A man walks past damaged buildings along a street at the Khalidiya district of Homs, Syria (19 November 2012)
Homs, Syria.

Here’s a catalogue of the craziness in the Syrian battlespace over the past month: A former al-Qaeda affiliate has shot down a Russian jet, using a Chinese-made missile; Kurdish forces have shot down a Turkish helicopter, using an Iranian-made missile; Iran has flown a drone into Israel, across Russian-monitored Syrian airspace; Israel has bombed 12 sites across Syria in retaliation; and the U.S. response to a Russian-backed sneak attack on oil-and-gas fields near Deir al-Zour killed perhaps scores of Russian mercenaries, overflowing the local morgue.Syria is now riven by “converging forces with diverging interests,” warns a senior Pentagon official. Staffan de Mistura, the U.N. special envoy, said Wednesday that it is as “violent, worrying and dangerous” a moment as any since he took the job four years ago.

What’s the answer to this toxic mix? Not empowering Turkey’s deeper meddling, surely. The path out is a steady, patient advance of the faltering Geneva negotiations to extend the power and authority of a reformed Syrian state and military. For the United States, that means biting the bullet and working with Russia and the Syrian regime — two untrustworthy but essential partners.

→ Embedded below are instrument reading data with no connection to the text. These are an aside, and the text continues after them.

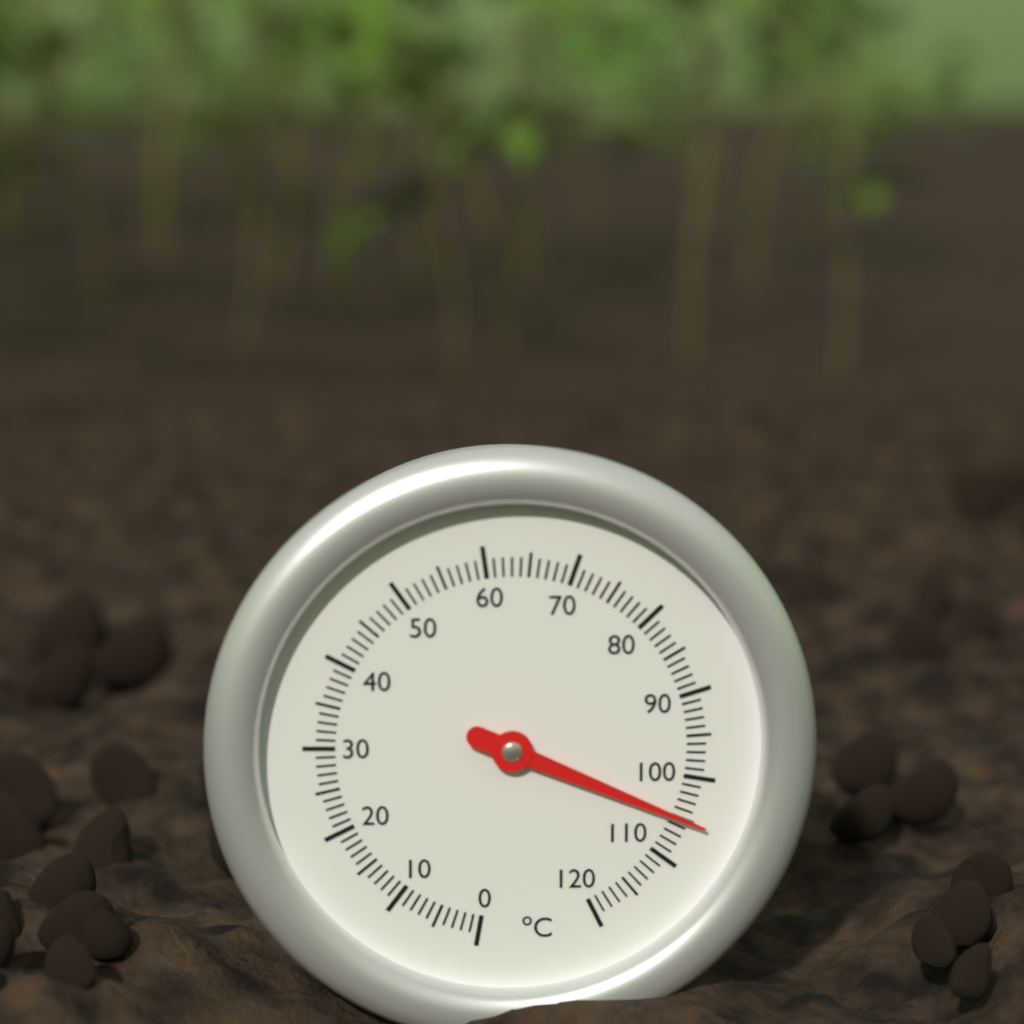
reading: 105 °C
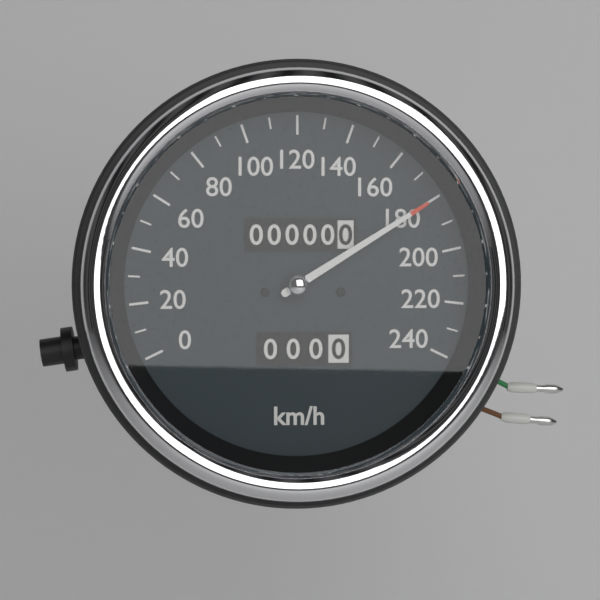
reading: 180 km/h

Eric Lobekke Courtesy of The Australian

The risks to the continued existence of the Coalition and the survival of the Turnbull government, as well as the personal rancour between the leaders of the Liberal Party and the Nationals, are unprecedented in their scope, cause and potential for damage.
What’s more, never before has such bitter animosity between the leaders of the Liberal Party and the Nationals/Country Party been played out in public.
There is no doubt that Barnaby Joyce has driven the Coalition to this moment and is clearly at fault on every point, but Malcolm Turnbull’s interference in Nationals leadership issues and his evisceration of the Deputy Prime Minister on prime-time television have made things only worse.
Turnbull’s decision to attempt to blast Joyce out of the Nationals leadership and his cabinet has backfired badly, with the Nationals leader scorning the criticisms and appealing to the strength of clan loyalty in the 85-year old country party.
Country MPs from all parties can’t abide media executions; a sacked minister who read about his removal in the media famously declared that “in the bush we shoot our own dogs”. The result is an unknow­able ­effect on the waverers within the Nationals who will decide Joyce’s fate.
It is clear that as a result of the Joyce affair the Coalition has lost crucial political momentum in the first the two weeks of parliamentary sittings. The government is back where it was in the doldrums at the beginning of the previous three years.
Don’t worry about the travails of personal lives, no matter how poignant, personally devastating or dangerously balanced. It is the politics of the past two weeks that has left the government adrift.
The Coalition and Turnbull have no one but themselves to blame for their inability to take advantage of Labor’s huge woes. Like a vessel sailing into a season of dead calm, the good ship Coalition was anticipating an escape from the parched experience of the becalmed sailor. Instead, it has ended up with not a drop to drink and all the boards have shrunk.